Risk management must be practiced at all levels.

DEWHA was and still is committed to managing its risk well. In fact, according to its Strategic Plan produced in July 2009, DEWHA stated that it had a Risk Management Policy and a Fraud Control Plan to help reduce the risk of fraud against the department. In addition, there are undertakings that “Project management and risk management are embedded in day-to-day operations and governance” and a catch all statement that “We manage risks”.

The risk assessment prepared for the HIP demonstrated that DEWHA puts this theory in practice, but how effective were the controls? A risk assessment without an evaluation of control effectiveness is not worth the paper it’s written on.

Use the result of the risk assessment to support decision making.

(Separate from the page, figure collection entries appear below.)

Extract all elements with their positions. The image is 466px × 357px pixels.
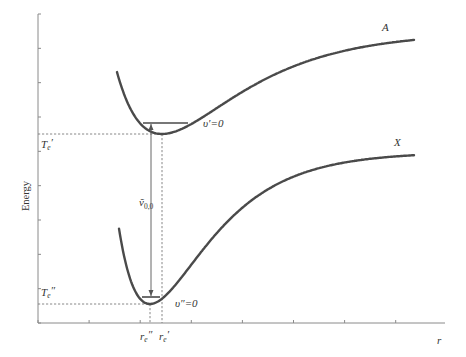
te-prime-label: Te′ xyxy=(41,136,53,152)
x-axis-label: r xyxy=(437,334,442,346)
curve-label-A: A xyxy=(381,21,389,33)
transition-subscript: 0,0 xyxy=(144,202,154,211)
re-prime-label: re′ xyxy=(159,328,170,344)
potential-energy-diagram: Energy r A X υ′=0 υ″=0 ṽ0,0 Te′ Te″ re″ … xyxy=(0,0,466,357)
te-double-prime-label: Te″ xyxy=(41,284,55,300)
curve-label-X: X xyxy=(393,136,402,148)
level-label-v-double-prime: υ″=0 xyxy=(175,297,198,309)
y-axis-label: Energy xyxy=(20,180,31,211)
re-double-prime-label: re″ xyxy=(140,328,153,344)
transition-arrowhead-down xyxy=(149,290,154,296)
potential-curve-A xyxy=(117,40,414,134)
transition-arrowhead-up xyxy=(149,124,154,130)
potential-curve-X xyxy=(119,155,414,304)
level-label-v-prime: υ′=0 xyxy=(203,117,224,129)
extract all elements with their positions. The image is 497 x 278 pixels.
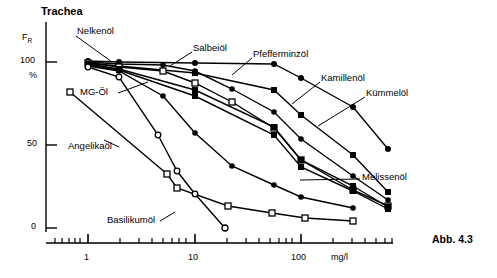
series-label-kamillenoel: Kamillenöl (321, 73, 365, 83)
series-label-angelikaoel: Angelikaöl (68, 141, 112, 151)
y-tick-0: 0 (31, 222, 36, 231)
series-label-melissenoel: Melissenöl (362, 172, 407, 182)
series-label-nelkenoel: Nelkenöl (77, 26, 114, 36)
x-axis-unit: mg/l (331, 253, 348, 262)
x-tick-10: 10 (188, 253, 198, 262)
figure-number: Abb. 4.3 (432, 234, 473, 245)
y-axis-unit: % (29, 71, 37, 80)
y-axis-title: FR (22, 33, 32, 44)
series-label-mgoel: MG-Öl (80, 87, 108, 97)
x-tick-100: 100 (291, 253, 306, 262)
series-line-angelikaoel (70, 92, 353, 221)
series-line-salbeioel (88, 63, 388, 206)
x-tick-1: 1 (84, 253, 89, 262)
series-label-kuemmeloel: Kümmelöl (366, 88, 408, 98)
markers-melissenoel (85, 62, 391, 212)
series-label-salbeioel: Salbeiöl (193, 43, 227, 53)
series-label-pfefferminzoel: Pfefferminzöl (253, 49, 308, 59)
y-tick-100: 100 (20, 56, 35, 65)
chart-svg (0, 0, 497, 278)
series-label-basilikumoel: Basilikumöl (107, 215, 155, 225)
x-axis-ticks (55, 234, 392, 243)
page-title: Trachea (41, 6, 83, 17)
markers-angelikaoel (67, 89, 356, 224)
series-line-kuemmeloel (88, 64, 388, 207)
axes (46, 22, 393, 243)
series-line-melissenoel (88, 65, 388, 209)
figure-canvas: Trachea FR 100 % 50 0 1 10 100 mg/l Nelk… (0, 0, 497, 278)
y-axis-title-subscript: R (28, 37, 33, 44)
y-tick-50: 50 (27, 139, 37, 148)
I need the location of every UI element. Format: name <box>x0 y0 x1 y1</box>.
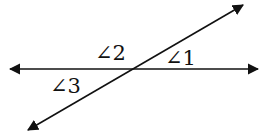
angle-2-label: ∠2 <box>95 41 126 65</box>
angle-diagram: ∠1 ∠2 ∠3 <box>0 0 263 140</box>
transversal-line <box>28 5 243 130</box>
angle-1-label: ∠1 <box>165 46 196 70</box>
angle-3-label: ∠3 <box>50 74 81 98</box>
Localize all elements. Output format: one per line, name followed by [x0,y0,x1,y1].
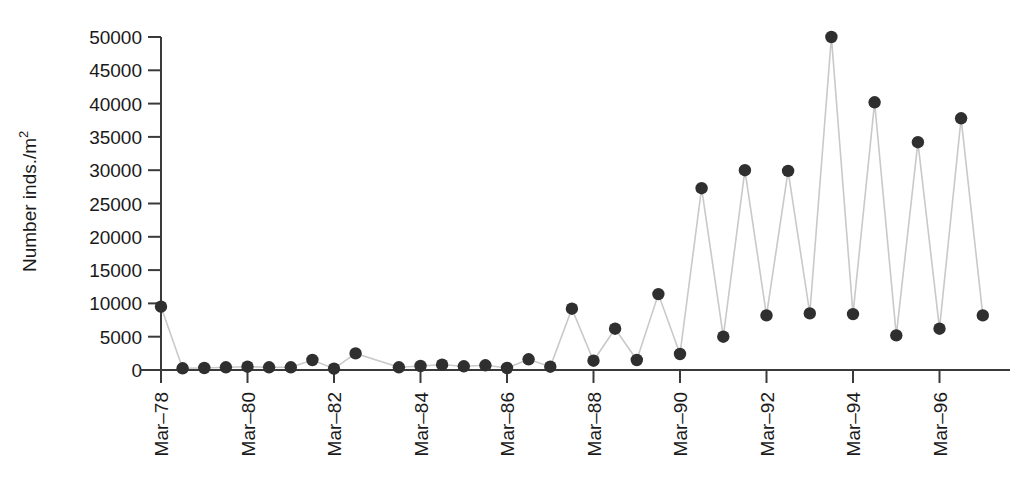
y-tick-label: 20000 [89,227,142,248]
y-axis-label-text: Number inds./m [19,138,40,272]
x-tick-label: Mar–82 [324,392,345,456]
y-axis-label-superscript: 2 [16,131,31,138]
data-point [977,309,989,321]
data-point [631,354,643,366]
x-axis-ticks: Mar–78Mar–80Mar–82Mar–84Mar–86Mar–88Mar–… [151,370,951,456]
data-point [587,355,599,367]
data-point [436,359,448,371]
x-tick-label: Mar–96 [930,392,951,456]
x-tick-label: Mar–90 [670,392,691,456]
data-point [501,362,513,374]
data-point [220,361,232,373]
x-tick-label: Mar–94 [843,392,864,457]
y-tick-label: 10000 [89,293,142,314]
data-point [760,309,772,321]
data-point [479,359,491,371]
data-point [458,360,470,372]
data-point [933,323,945,335]
x-tick-label: Mar–88 [584,392,605,456]
data-point [328,363,340,375]
data-point [674,348,686,360]
data-point [782,165,794,177]
y-tick-label: 35000 [89,127,142,148]
data-point [847,308,859,320]
x-tick-label: Mar–84 [411,392,432,457]
y-tick-label: 5000 [100,327,142,348]
data-point [263,361,275,373]
data-point [349,347,361,359]
y-tick-label: 30000 [89,160,142,181]
data-point [912,136,924,148]
series-line-path [161,37,983,369]
data-point [241,361,253,373]
data-point [393,361,405,373]
y-axis-ticks: 0500010000150002000025000300003500040000… [89,27,161,381]
svg-text:Number inds./m2: Number inds./m2 [16,131,40,272]
y-tick-label: 45000 [89,60,142,81]
data-point [804,307,816,319]
data-point [198,362,210,374]
data-point [739,164,751,176]
data-point [955,112,967,124]
y-tick-label: 50000 [89,27,142,48]
data-point [285,361,297,373]
x-tick-label: Mar–80 [238,392,259,456]
line-chart: Number inds./m2 050001000015000200002500… [0,0,1024,492]
x-tick-label: Mar–78 [151,392,172,456]
y-tick-label: 25000 [89,194,142,215]
data-point [176,362,188,374]
chart-container: Number inds./m2 050001000015000200002500… [0,0,1024,492]
y-tick-label: 15000 [89,260,142,281]
data-point [825,31,837,43]
data-point [544,361,556,373]
data-point [522,353,534,365]
data-point [868,96,880,108]
data-point [609,323,621,335]
data-point [890,329,902,341]
data-point [652,288,664,300]
y-tick-label: 40000 [89,94,142,115]
data-point [717,331,729,343]
data-point [566,303,578,315]
data-point [306,354,318,366]
data-point [695,182,707,194]
x-tick-label: Mar–86 [497,392,518,456]
data-point [155,301,167,313]
y-axis-label: Number inds./m2 [16,131,40,272]
x-tick-label: Mar–92 [757,392,778,456]
data-point [414,360,426,372]
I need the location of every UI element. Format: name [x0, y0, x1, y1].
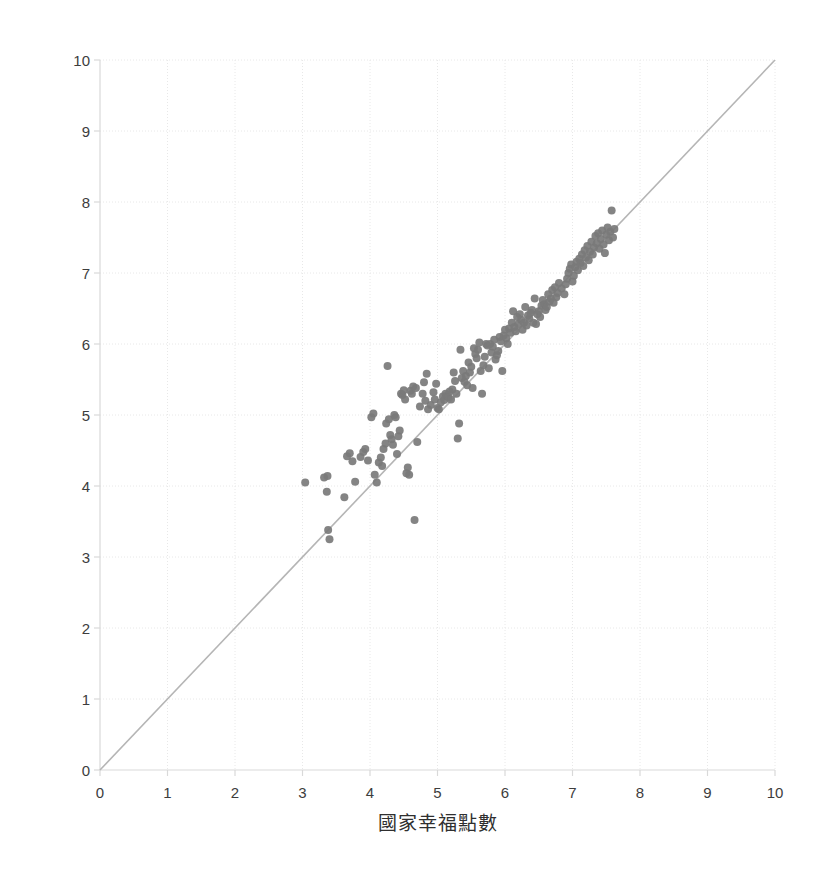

DEWHA had established working groups and developed processes to manage and monitor the HIP. At the time of conducting the risk assessment (3 months before start date), there were still around 100 outstanding recommended actions/risk treatments and it was recommended the scheme be delayed until September 30 2009. However, instructions from the Department of the Prime Minister and Cabinet were given to the states to reduce as much red tape as possible and to commence work on projects as soon as possible.

The risk register is an important output of a risk assessment process. It should be a key factor in the decision making process when evaluating a strategy, process, program or project. Looking at it 10 months later is not good practice.

Know you risk appetite.

The good news is that a risk assessment/plan was completed and a risk register developed. Whilst it was high level, the process identified gaps in the existing processes and “recommended management plans” developed. Whoever made the final decision to continue the roll out of the program must be a risk taker with a high amount of risk appetite or needs to attend a risk management course. By continuing to roll out the program without completing the risk treatments, the Government was essentially saying we are prepared to live with the risks in order to keep the economy going and reduce carbon emissions. Risk appetite did not appear to be well defined…perhaps hundreds of thousands of fraudulent claims and 100 fires were tolerable and within risk the Governments risk appetite.

It is critical that organisations define their risk appetite, capacity and tolerance on all major programs and strategies.

Know your inherent risk, residual risk and control effectiveness.

Whilst the risk assessment demonstrated good risk management thinking, the risks were very high level statement. The risk assessment published by the department did not identify the risk of installer death. For the risks that were identified, there was no likelihood and consequence ratings, no inherent risk rating, no evaluation of the effectiveness of current internal controls and no residual risk rating. There was no allocation of treatments to specific risk owners or specific time frames.

Know your environmental factors.

The Insulation Council of Australia and New Zealand (ICANZ) states that the insulation market employs 5,000 people; but 10,000 installers were registered for HIP and many workers employed were low skilled. DEWHA estimated 90,000 installations per month but in November 2009, around 180,000 installations were recorded. Throwing money into a program for quick results in a slowing economy where there are more registered installers than industry data suggests and insufficient internal controls is like walking across the Sydney Harbour Bridge in peak hour traffic blind folded…someone is going to get hurt!

The bottom line.

An organisations risk management framework will only be as strong as its weakest link. Having risk management polices and procedure is a good start, but risk management must be in the hearts and minds of every person in your organisations…it must part of your organisations DNA.